WORKING DATA:
▼

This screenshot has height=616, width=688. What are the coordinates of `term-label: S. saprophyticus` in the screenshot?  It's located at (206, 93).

▲
▼

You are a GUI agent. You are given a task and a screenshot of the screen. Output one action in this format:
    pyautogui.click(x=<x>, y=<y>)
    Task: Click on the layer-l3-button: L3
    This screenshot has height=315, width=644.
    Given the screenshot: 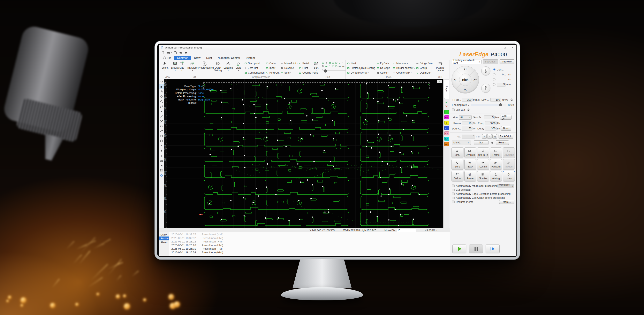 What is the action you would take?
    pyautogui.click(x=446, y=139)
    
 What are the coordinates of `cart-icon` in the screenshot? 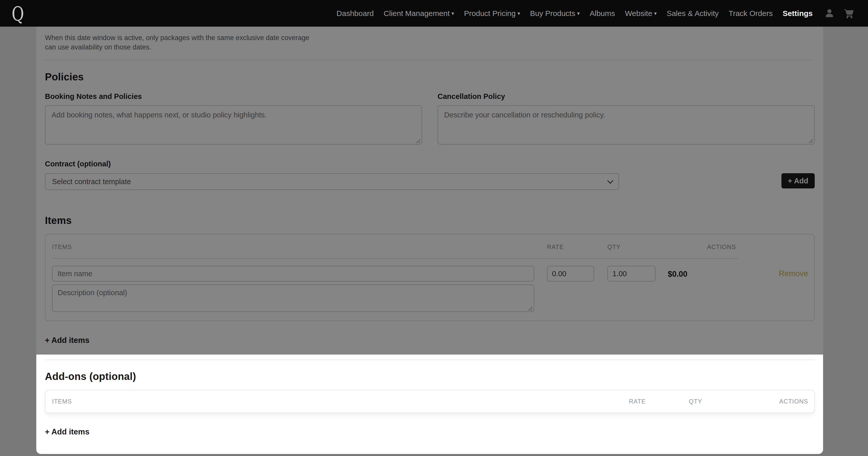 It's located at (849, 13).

▲

Please find out how many lines of the material contain the string "width" and answer with the count alone.

EXPECTED ANSWER: 2